Dave Limp, head of Amazon’s Devices & Services division, in 2019. (GeekWire Photo / Kevin Lisota)

Amazon created the initial technical scaffolding for Alexa quickly, jumping out to an early lead in the market for smart speakers and voice assistants in the home. But nearly a decade later, Alexa is still under construction.

Tigger (Charlie) Kindel led Alexa product management before building the Alexa smart home team.

That’s the perspective from Tigger (Charlie) Kindel, a Seattle tech industry veteran who worked at Amazon from 2013 to 2018, leading Alexa product management before building the Alexa smart-home technology team.

Kindel is now a consultant and startup advisor in areas including space exploration. But he’s still an avid Alexa user who follows the industry closely and is rooting for his former team.

“The fundamentals are still broken,” Kindel said. “They haven’t been able to focus on fixing a lot of the things that we built early on, that we knew were scaffolding, because we were moving really fast. And we were shipping prototypes. And those prototypes are now the fundamentals of how Alexa works, and they’re fragile.”

We contacted Kindel this week to get his perspective as Amazon resets its strategy for Alexa and Echo. The company is making widespread layoffs on its Devices & Services team amid reports that the division is losing as much as $10 billion a year.

Listen below, and keep reading for edited highlights and key takeaways.

Alexa’s underpinnings haven’t evolved. “I left Amazon in 2018. And as far as I can tell, the fundamentals of how Alexa works have not gotten any better. It’s a much broader ecosystem and a much broader set of capabilities and devices. There was a time when Jeff [Bezos] said he wanted to have every square on the chessboard filled out. And that certainly happened. But they’re just barely touching the chessboard.”

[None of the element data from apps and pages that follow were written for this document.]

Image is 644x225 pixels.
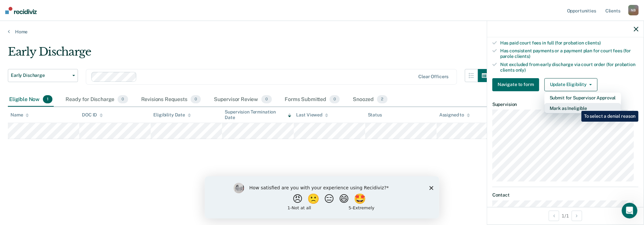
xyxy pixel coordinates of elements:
button: Previous Opportunity [549,211,559,221]
button: Submit for Supervisor Approval [545,92,621,103]
div: Has paid court fees in full (for probation [500,40,639,46]
span: clients) [515,54,531,59]
span: 1 [43,95,53,103]
span: only) [516,67,526,73]
div: Ready for Discharge [64,92,129,107]
div: Has consistent payments or a payment plan for court fees (for parole [500,48,639,59]
iframe: Survey by Kim from Recidiviz [205,176,439,219]
div: Eligibility Date [153,112,191,118]
span: 0 [118,95,128,103]
button: Next Opportunity [572,211,582,221]
div: Forms Submitted [284,92,341,107]
div: Not excluded from early discharge via court order (for probation clients [500,62,639,73]
div: Snoozed [352,92,389,107]
div: Last Viewed [297,112,328,118]
span: full [548,32,555,37]
div: Eligible Now [8,92,54,107]
span: 2 [377,95,387,103]
button: Navigate to form [492,78,539,91]
div: DOC ID [82,112,103,118]
div: Early Discharge [8,45,491,64]
div: Name [11,112,29,118]
dt: Contact [492,192,639,198]
a: Home [8,29,637,34]
a: Navigate to form link [492,78,542,91]
div: Assigned to [439,112,470,118]
span: Early Discharge [11,73,70,78]
div: Status [368,112,382,118]
span: clients) [586,40,601,46]
button: Update Eligibility [545,78,598,91]
iframe: Intercom live chat [622,203,638,219]
div: Supervision Termination Date [225,109,291,120]
span: 0 [330,95,340,103]
span: 0 [191,95,201,103]
div: N B [629,5,639,15]
button: Mark as Ineligible [545,103,621,114]
span: 0 [262,95,272,103]
div: Clear officers [419,74,449,80]
img: Recidiviz [5,7,37,14]
dt: Supervision [492,102,639,107]
div: Revisions Requests [140,92,202,107]
div: 1 / 1 [487,207,644,224]
div: Supervisor Review [213,92,273,107]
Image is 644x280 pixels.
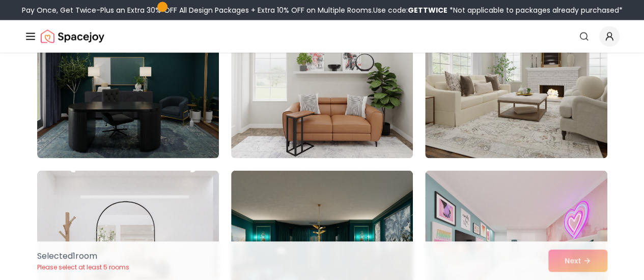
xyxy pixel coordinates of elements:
[41,26,104,47] img: Spacejoy Logo
[448,5,622,15] span: *Not applicable to packages already purchased*
[37,250,129,262] p: Selected 1 room
[37,263,129,271] p: Please select at least 5 rooms
[41,26,104,47] a: Spacejoy
[22,5,622,15] div: Pay Once, Get Twice-Plus an Extra 30% OFF All Design Packages + Extra 10% OFF on Multiple Rooms.
[373,5,448,15] span: Use code:
[25,21,619,53] nav: Global
[408,5,448,15] b: GETTWICE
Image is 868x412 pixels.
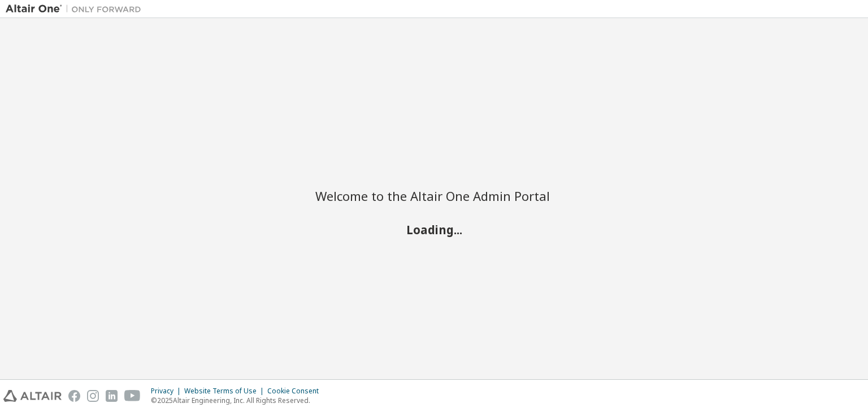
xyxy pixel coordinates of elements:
[315,188,552,204] h2: Welcome to the Altair One Admin Portal
[151,387,184,396] div: Privacy
[184,387,267,396] div: Website Terms of Use
[315,222,552,237] h2: Loading...
[151,396,325,406] p: © 2025 Altair Engineering, Inc. All Rights Reserved.
[3,390,62,402] img: altair_logo.svg
[6,3,147,15] img: Altair One
[267,387,325,396] div: Cookie Consent
[68,390,80,402] img: facebook.svg
[124,390,141,402] img: youtube.svg
[87,390,99,402] img: instagram.svg
[106,390,118,402] img: linkedin.svg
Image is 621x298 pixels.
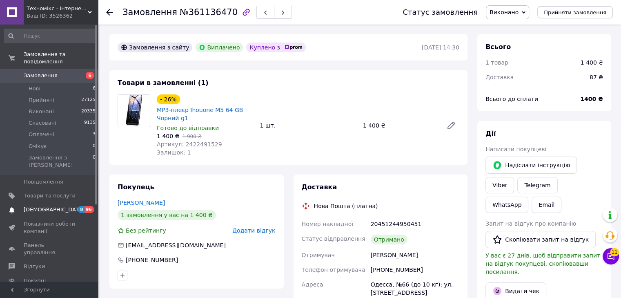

Amazon tried to do too much with Alexa, for too long. “It’s a deliberate strategy. And I think for a time it was the right strategy. But for the last couple of years, it wasn’t. … You’re not only trying to ship new features, but engineer and fix all the stuff and keep the lights on for all the stuff you’ve already launched. You’re in the throes of bringing on tons of new people constantly. And it just wears the organization down when it gets to that scale.”

The industry’s overall progress on voice interaction has stalled. “If you look at Google Assistant or Siri, they suffer from the same thing. I think it’s a fundamental technology thing. Maybe we deluded ourselves back in 2015-2016 that we were going to solve those last problems really quickly. They haven’t been solved. It’s still not a great experience for a lot of customers.”

Resetting and refocusing the Alexa team is the right move. “I would reduce the size of the organization significantly, I would take a step back. And I’d say we’re going to spend a period of time going back to the basics, and making sure that the existing customers that we have using the product are truly delighted. And through that we will find those things that we can monetize, and be able to figure out how to fund this moving forward.”

Voice interfaces remain promising long-term. “As a civilization, we’re going to continue to get closer and closer to computers being able to interact with us in the same way we interact with each other. It’s going to continue to happen. And there’s going to be some breakthroughs. … I’m a surprised over the last couple of years, there haven’t been any ‘big bang’ things that have come out of any of the tech giants in this regard, but they’ll come. I’m optimistic.”


Amazon CEO Andy Jassy addressed a question about Alexa from journalist Andrew Ross Sorkin at the New York Times DealBook Summit on Wednesday morning. Jassy said there has been some “misreporting” on this topic in the last few weeks, adding that Alexa is “driving a lot of e-commerce shopping.”

“If we were trying to build the best smart speaker, that will be a different investment than what we’re trying to do, which is to build the world’s best personal AI or assistant,” Jassy said.

He added, “That’s a much more expansive investment. And we really believe in that vision. And we like the traction and where we are. But it’s not a couple-year vision, it’s a multi-year vision, as a lot of the big bets that we make are.”